With this weekend’s Gospel reading focusing on Signs of the End of the Age, we are we reminded how quickly we are moving to the end of the church year. Next weekend we celebrate the Festival of Christ the King. With this festival we are plunged into the Passion. Jesus is alone; the crowds who sang ‘Hosanna!’ as he entered Jerusalem just five days previously are now shouting, ‘Crucify him!’ He now stands before the most powerful person in the land on a falsified charge.
What we have here are two worlds colliding, two kingdoms coming face to face as Jesus stands before Pilate. On the one side we have this earthly ruler representing the most successful empire the world had ever seen, a man with economic, political and military power; a successful man, with a reputation. This is someone to be taken seriously. And in Jesus we have God’s world, the Kingdom of God personified, with a completely different set of values; the values of humility over pride, meekness over power and mercy over justice. But which world do we live in? Inevitably as Christians we inhabit both of these worlds, we move between them. Pilate represents one kingdom, Jesus represents the other.
In the Nicene Creed there are only two people (apart from Jesus) that are mentioned by name – Pilate and Mary – and again they show this same contrast: Pi- late is a wealthy, powerful male. He is successful, secure and married; he has most of the things that many of us desire. Mary, on the other hand, is a young woman, pregnant out of wedlock and therefore suspect.
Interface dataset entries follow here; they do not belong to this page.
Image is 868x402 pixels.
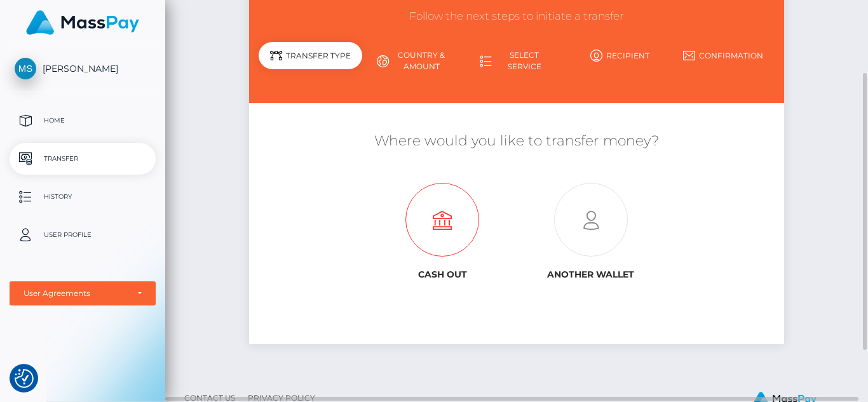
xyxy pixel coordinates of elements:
[9,63,156,75] span: [PERSON_NAME]
[14,149,151,168] p: Transfer
[9,105,156,137] a: Home
[9,281,156,306] button: User Agreements
[9,143,156,174] a: Transfer
[14,188,151,206] p: History
[259,131,774,151] h5: Where would you like to transfer money?
[362,44,465,77] a: Country & Amount
[671,44,773,67] a: Confirmation
[9,219,156,250] a: User Profile
[568,44,671,67] a: Recipient
[259,9,774,24] h3: Follow the next steps to initiate a transfer
[259,42,361,70] div: Transfer Type
[9,181,156,213] a: History
[259,44,361,77] a: Transfer Type
[26,10,139,35] img: MassPay
[14,368,34,388] button: Consent Preferences
[465,44,568,77] a: Select Service
[526,269,655,280] h6: Another wallet
[14,225,151,245] p: User Profile
[14,368,34,388] img: Revisit consent button
[14,111,151,130] p: Home
[377,269,507,280] h6: Cash out
[23,288,127,298] div: User Agreements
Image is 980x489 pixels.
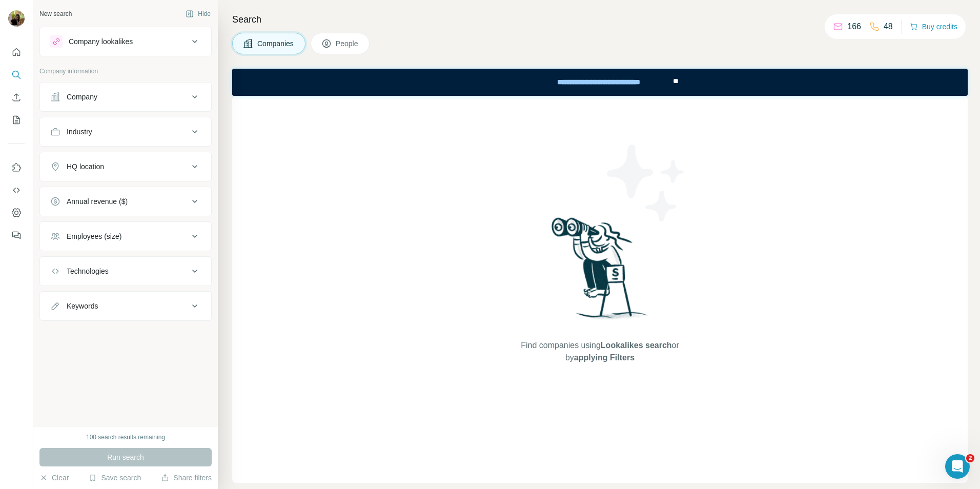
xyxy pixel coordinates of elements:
span: applying Filters [574,353,635,362]
div: Industry [67,126,92,137]
div: Company lookalikes [69,37,133,47]
button: Enrich CSV [8,88,25,107]
div: Company [67,92,97,102]
button: Use Surfe API [8,181,25,200]
p: Company information [39,67,212,76]
button: Search [8,66,25,84]
button: My lists [8,111,25,129]
button: Quick start [8,43,25,61]
button: Technologies [40,259,211,284]
button: Annual revenue ($) [40,189,211,214]
iframe: Banner [232,69,968,96]
button: Company [40,85,211,109]
span: 2 [966,455,975,463]
img: Surfe Illustration - Stars [601,137,693,230]
span: Lookalikes search [601,341,672,349]
button: Dashboard [8,204,25,222]
button: Industry [40,119,211,144]
div: Technologies [67,266,109,276]
p: 166 [848,20,862,33]
iframe: Intercom live chat [946,455,970,479]
h4: Search [232,12,968,26]
span: Companies [257,39,295,49]
button: Share filters [161,473,212,483]
span: Find companies using or by [518,339,682,364]
img: Avatar [8,10,25,26]
button: Buy credits [910,20,958,34]
button: Hide [178,6,218,21]
button: Keywords [40,294,211,319]
div: Keywords [67,301,98,311]
button: Clear [39,473,69,483]
button: Save search [88,473,141,483]
button: Feedback [8,226,25,245]
button: HQ location [40,154,211,179]
button: Use Surfe on LinkedIn [8,159,25,177]
p: 48 [884,20,893,33]
div: Annual revenue ($) [67,197,128,207]
div: New search [39,10,72,18]
button: Employees (size) [40,224,211,249]
div: HQ location [67,162,104,172]
span: People [336,39,360,49]
div: 100 search results remaining [86,433,165,442]
button: Company lookalikes [40,29,211,54]
div: Employees (size) [67,231,121,241]
img: Surfe Illustration - Woman searching with binoculars [547,215,653,329]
Again, we have these two worlds, these two kingdoms, colliding. Only one of them is the Kingdom of God; only one of them is eternal and universal.
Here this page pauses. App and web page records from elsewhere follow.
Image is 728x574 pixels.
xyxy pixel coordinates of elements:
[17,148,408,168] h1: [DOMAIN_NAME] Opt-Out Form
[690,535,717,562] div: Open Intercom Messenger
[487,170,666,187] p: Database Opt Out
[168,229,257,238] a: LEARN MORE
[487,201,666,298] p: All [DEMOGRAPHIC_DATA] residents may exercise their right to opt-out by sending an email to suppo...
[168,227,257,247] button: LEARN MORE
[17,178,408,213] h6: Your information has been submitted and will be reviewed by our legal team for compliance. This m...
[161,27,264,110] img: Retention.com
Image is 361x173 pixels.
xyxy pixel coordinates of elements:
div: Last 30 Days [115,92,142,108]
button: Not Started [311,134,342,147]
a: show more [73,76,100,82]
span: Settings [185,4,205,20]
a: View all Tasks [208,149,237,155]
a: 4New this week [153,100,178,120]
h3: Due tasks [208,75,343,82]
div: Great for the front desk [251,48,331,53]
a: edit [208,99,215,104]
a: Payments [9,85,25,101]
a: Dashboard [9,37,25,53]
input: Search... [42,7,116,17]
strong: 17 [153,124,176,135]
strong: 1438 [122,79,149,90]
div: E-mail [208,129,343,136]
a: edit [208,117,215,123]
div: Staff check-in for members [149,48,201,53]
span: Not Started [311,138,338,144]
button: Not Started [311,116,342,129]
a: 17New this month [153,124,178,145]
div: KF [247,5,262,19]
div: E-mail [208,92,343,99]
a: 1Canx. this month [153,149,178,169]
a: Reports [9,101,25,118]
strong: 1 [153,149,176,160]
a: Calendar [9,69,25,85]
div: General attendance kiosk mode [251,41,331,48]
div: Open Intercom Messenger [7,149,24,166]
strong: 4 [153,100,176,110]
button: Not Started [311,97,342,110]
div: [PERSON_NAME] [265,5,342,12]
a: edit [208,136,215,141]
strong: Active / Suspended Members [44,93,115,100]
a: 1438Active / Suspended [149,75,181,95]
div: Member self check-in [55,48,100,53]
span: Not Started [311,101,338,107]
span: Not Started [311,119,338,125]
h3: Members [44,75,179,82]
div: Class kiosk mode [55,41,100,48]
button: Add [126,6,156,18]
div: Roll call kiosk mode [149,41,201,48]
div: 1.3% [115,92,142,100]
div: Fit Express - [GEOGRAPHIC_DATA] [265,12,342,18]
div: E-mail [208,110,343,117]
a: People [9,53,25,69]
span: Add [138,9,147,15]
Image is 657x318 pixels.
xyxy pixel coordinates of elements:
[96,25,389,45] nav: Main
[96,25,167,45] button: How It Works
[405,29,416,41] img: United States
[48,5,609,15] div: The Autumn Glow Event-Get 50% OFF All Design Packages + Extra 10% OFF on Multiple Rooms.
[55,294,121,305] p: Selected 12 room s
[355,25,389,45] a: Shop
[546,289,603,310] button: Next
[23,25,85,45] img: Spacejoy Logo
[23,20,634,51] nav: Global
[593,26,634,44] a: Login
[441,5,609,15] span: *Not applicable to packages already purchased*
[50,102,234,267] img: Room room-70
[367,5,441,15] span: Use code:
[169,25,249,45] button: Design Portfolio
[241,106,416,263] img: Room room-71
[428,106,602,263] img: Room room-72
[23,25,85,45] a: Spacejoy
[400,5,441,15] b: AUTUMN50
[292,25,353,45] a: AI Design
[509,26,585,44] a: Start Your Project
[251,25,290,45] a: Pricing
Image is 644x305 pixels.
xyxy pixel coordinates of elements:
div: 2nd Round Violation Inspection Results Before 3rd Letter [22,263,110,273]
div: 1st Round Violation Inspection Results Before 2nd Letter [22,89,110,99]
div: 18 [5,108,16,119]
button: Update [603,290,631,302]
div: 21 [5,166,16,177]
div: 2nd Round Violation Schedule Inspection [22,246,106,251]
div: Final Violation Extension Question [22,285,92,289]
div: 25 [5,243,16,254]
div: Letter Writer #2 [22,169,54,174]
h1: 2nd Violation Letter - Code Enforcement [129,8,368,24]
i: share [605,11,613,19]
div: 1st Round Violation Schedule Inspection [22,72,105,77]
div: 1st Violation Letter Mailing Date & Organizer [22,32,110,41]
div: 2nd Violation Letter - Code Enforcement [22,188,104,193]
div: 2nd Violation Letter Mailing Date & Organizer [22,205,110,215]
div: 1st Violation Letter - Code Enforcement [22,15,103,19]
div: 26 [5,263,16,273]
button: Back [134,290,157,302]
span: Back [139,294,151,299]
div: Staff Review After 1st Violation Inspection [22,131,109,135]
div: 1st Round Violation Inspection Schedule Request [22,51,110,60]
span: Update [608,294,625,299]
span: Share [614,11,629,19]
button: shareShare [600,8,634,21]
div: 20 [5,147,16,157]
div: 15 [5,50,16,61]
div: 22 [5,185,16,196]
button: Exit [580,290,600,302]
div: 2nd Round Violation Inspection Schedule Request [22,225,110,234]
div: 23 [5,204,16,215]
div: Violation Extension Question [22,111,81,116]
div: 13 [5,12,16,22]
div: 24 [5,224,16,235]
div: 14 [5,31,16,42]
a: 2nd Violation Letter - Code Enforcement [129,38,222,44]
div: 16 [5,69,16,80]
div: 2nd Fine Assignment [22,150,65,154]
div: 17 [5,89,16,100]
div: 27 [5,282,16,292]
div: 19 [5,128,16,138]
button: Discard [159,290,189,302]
To talk of “kingship” can evoke images of oppression and dictatorial regimes, but for Jesus kingship is about humility and service. There is plenty of ambition in this world; that is not necessarily a bad thing. But Christians are called to be ambitious for the Kingdom of God, not for ourselves; to seek power not in order to dominate, but in order to serve. The only throne that King Jesus founded was the cross. We are not to seek thrones of glory on which we can be admired; but crosses which are marked by service. After all, that is what Christ the King Sunday is all about.
Blessings,
Pastor Bryan E. Drebes

Pastor Drebes attended Concordia Seminary, St. Louis, Missouri, beginning in 1997. He spent the summer of 1999 teaching English to Chinese middle school teachers in Chengdu, Sichuan Province, China. He served a four-month vicarage at St. John Lutheran Church, Plymouth, Wisconsin, followed by eight months at Bethany Lutheran Church, Overland Park, Kansas. Pastor Drebes was ordained into the Office of the Holy Ministry at Zion Lutheran Church, Palmyra, Missouri on August 19, 2001, and installed as Associate Pastor of Bethany Lutheran Church, Overland Park, Kansas on September 9, 2001. He served Bethany for 14 years. Pastor Drebes accepted a Divine Call to be Senior Pastor at Pacific Hills Lutheran Church in November, 2015.